I find that I’m invisible online, I am in a sea of health coaches with much less experience and training, yet they’re attracting crowds. I try to offer value to my list and it’s not easy to get feedback … online, with an email list, I’m sort of lost and trying to find ways to build my self esteem as I don’t get feedback.

When I read this in a business-support group I’m in, I really identified with that last piece.

One thing I’ve learned since I started acting 10 years ago is that I was never going to be satisfied with reviews of my performance. Nobody but me really knows what I’m striving for and missing. My standards may be impossibly high, but they are there because I know that when I dig deep, I’m capable of surprising myself — and I already know everything that’s in my head, which makes surprise challenging.

This doesn’t mean I don’t think my work is any good. It also doesn’t mean that I ignore praise, and I certainly don’t have thick enough skin to ignore blame. (I can’t even resist getting stuck on simple descriptions that make no sense to me, as when a character I played was called “young” when she was clearly old to me.) What it does mean is that I have to find internal motivation to do the work and improve the work, even without feedback.

My mother had a lesson she actively taught to each of her kids: the work doesn’t change once a critic or evaluator gets ahold of it. The shitty paper you wrote on the bus on the way to school doesn’t suddenly become amazing because the teacher loved it. The paper that you struggled uphill to write, then had a breakthrough in which you wrote brilliant, flowing words and ideas doesn’t become shitty because your teacher comments, “This essay in no way fulfills the requirements of this assignment. However, since you got an A on the midterm, you will get a Pass for the class.”

(Clearly, some important and powerful learning happened, for better or worse, since I remember a 30-year-old comment word for word. Not that grades matter.)

Your internal compass has to mean something, or you’re lost. Much of the time, you’re shouting into an abyss and getting nothing back besides echoes. Pay attention to your own judgment, and be as fair and kind with yourself, and as admiring of yourself, as you would be of someone you love.

Online business is a weird sort of abyss, one that often seems populated by more wonderful people who are capable of breakthroughs I’m not. I, too, feel invisible online, or more experienced and offering more valuable help than others who are getting more attention. Yet if I let that feeling overtake me, I lose sight of the guideposts.

What, then, are the guideposts that I keep in sight?

  • I know my shit. I’ve been doing my shit so long that what seems obvious to me is a revelation to others. Keep saying what’s obvious; it’s also true.
  • Once I do make the connection, my clients love what I can do. Finding the right people is the work.
  • It took me a long time to figure out how I want to work, and that it’s okay to work the way I want to. Run your business your way.
  • I work for hard my luck and good fortune. My felicity is sweat equity.
  • Daily conversation feeds me. My ideal is to talk to one new person a day. 

Self-esteem needs to be detached from feedback, but we live in the real world, and in that world, it’s easy to forget what guides us. When you find yourself getting lost in comparison or in the silence of the abyss, you may need to sit down on the path for a while, but the fog will clear and you’ll see the guideposts that will take you home.

What are your guideposts? How do you keep them in mind when you’re feeling lost?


YOUR TASK ▸
Lines of the listing below that contain the string "name" are to be returned.

DATA SECTION ▸

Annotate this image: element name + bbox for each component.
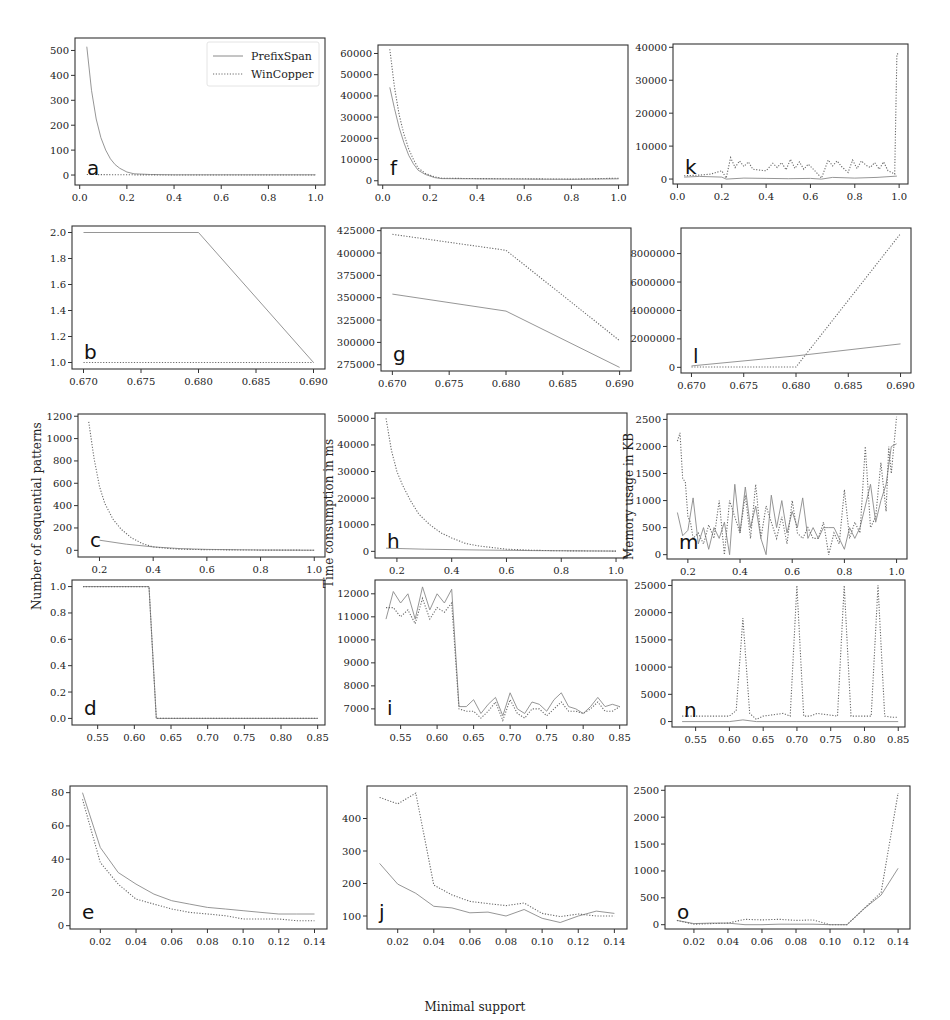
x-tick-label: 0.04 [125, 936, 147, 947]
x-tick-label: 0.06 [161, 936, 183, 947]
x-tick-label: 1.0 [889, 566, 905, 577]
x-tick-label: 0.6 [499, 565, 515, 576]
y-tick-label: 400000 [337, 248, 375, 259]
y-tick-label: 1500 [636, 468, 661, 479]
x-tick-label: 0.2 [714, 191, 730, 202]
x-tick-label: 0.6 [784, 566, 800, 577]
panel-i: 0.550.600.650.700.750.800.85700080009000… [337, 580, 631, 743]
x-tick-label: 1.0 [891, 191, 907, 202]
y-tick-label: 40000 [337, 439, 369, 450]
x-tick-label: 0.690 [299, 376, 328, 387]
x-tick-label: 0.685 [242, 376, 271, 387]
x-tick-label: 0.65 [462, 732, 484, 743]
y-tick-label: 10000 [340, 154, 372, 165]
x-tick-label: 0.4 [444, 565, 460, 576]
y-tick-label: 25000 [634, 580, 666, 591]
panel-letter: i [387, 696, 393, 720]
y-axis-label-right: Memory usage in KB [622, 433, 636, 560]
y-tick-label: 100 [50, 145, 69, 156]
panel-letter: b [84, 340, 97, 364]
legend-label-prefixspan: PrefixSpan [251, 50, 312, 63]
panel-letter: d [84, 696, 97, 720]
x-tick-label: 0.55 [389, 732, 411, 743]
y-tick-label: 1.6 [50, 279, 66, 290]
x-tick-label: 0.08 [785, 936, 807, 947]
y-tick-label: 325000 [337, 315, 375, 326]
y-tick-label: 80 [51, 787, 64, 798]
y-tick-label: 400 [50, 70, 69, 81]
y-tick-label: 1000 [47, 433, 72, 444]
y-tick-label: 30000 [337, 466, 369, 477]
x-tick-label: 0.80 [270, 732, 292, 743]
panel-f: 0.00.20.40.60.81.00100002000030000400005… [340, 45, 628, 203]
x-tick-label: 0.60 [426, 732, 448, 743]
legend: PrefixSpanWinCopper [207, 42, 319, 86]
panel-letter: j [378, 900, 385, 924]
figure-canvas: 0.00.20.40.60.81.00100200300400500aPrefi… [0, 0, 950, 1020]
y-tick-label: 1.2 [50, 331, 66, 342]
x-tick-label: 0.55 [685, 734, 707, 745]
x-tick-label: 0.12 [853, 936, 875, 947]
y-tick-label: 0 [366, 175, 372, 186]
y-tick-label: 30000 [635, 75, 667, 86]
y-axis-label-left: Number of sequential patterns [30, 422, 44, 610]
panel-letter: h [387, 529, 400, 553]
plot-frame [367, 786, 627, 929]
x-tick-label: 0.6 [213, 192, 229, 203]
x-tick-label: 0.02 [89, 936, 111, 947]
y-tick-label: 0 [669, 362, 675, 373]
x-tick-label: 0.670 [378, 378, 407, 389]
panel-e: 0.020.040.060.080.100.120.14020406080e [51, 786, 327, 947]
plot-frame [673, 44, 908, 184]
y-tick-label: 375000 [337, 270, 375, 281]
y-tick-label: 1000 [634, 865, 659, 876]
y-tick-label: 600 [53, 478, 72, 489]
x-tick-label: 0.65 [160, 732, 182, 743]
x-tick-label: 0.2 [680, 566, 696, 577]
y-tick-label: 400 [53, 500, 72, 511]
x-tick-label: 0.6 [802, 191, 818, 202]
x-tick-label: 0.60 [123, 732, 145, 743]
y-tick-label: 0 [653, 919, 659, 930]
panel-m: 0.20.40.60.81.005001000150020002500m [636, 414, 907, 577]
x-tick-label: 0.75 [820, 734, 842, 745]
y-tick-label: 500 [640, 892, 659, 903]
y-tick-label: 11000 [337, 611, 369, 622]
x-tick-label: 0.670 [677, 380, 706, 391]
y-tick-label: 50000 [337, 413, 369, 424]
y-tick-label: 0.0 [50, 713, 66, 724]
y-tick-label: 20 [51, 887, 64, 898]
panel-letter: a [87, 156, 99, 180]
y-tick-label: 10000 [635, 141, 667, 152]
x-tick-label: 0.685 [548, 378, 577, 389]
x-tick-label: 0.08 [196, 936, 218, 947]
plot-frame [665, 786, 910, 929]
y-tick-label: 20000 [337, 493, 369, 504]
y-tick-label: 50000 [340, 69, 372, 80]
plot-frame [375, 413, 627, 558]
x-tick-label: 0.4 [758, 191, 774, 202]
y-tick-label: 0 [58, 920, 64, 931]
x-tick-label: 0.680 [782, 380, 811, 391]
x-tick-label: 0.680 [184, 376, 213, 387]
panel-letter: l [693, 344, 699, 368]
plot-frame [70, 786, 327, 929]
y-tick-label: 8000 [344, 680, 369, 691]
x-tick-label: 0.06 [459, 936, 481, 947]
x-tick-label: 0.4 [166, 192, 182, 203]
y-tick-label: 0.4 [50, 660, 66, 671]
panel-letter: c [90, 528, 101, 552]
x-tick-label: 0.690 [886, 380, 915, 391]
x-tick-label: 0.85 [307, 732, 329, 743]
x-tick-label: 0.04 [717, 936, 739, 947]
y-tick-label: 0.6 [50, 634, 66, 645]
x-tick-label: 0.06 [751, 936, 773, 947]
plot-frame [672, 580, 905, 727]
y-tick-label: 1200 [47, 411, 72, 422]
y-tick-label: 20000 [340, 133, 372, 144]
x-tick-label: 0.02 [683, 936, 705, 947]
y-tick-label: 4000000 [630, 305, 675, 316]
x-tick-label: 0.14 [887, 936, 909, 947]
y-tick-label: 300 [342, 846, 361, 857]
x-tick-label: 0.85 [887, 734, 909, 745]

==

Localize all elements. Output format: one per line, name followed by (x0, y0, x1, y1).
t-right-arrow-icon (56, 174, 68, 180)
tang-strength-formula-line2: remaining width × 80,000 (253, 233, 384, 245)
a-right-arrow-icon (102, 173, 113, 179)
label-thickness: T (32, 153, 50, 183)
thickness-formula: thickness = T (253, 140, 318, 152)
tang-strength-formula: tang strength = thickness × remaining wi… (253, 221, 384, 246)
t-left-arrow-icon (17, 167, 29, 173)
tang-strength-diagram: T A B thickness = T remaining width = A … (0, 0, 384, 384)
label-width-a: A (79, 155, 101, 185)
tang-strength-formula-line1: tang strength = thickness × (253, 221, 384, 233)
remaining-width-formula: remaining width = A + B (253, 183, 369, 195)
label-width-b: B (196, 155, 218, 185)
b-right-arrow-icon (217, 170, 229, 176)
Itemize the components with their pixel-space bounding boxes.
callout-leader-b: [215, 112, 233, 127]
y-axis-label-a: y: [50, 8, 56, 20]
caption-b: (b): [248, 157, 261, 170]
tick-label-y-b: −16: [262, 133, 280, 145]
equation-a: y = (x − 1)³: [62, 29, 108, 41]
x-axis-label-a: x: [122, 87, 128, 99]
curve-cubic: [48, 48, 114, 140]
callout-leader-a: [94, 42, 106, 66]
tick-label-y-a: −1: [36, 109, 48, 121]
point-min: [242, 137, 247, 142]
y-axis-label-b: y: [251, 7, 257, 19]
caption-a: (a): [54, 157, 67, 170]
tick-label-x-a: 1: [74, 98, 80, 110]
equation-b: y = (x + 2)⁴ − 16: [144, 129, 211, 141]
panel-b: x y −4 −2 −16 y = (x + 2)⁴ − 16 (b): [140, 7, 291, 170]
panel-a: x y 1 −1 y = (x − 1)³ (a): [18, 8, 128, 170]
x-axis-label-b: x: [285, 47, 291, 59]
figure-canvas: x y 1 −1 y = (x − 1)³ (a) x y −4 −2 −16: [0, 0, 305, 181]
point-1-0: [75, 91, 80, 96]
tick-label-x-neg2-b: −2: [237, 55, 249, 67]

---

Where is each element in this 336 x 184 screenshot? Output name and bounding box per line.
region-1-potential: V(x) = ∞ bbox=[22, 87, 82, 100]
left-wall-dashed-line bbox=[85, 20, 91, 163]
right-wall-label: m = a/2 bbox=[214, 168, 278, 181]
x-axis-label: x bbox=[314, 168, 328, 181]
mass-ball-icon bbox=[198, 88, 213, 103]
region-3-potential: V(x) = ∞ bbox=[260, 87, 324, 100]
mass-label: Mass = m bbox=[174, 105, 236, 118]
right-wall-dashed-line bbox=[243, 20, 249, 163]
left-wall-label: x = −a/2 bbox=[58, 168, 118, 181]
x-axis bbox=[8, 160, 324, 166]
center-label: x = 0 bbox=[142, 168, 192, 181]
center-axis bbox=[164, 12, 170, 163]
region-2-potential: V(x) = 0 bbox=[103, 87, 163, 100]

TASK ANSWER ▸
Annotate this image: element name + bbox for each component.
Localize all elements. Output format: one per line, name followed by (x0, y0, x1, y1).
Where is each element in this 336 x 184 screenshot? Output name and bounding box per line.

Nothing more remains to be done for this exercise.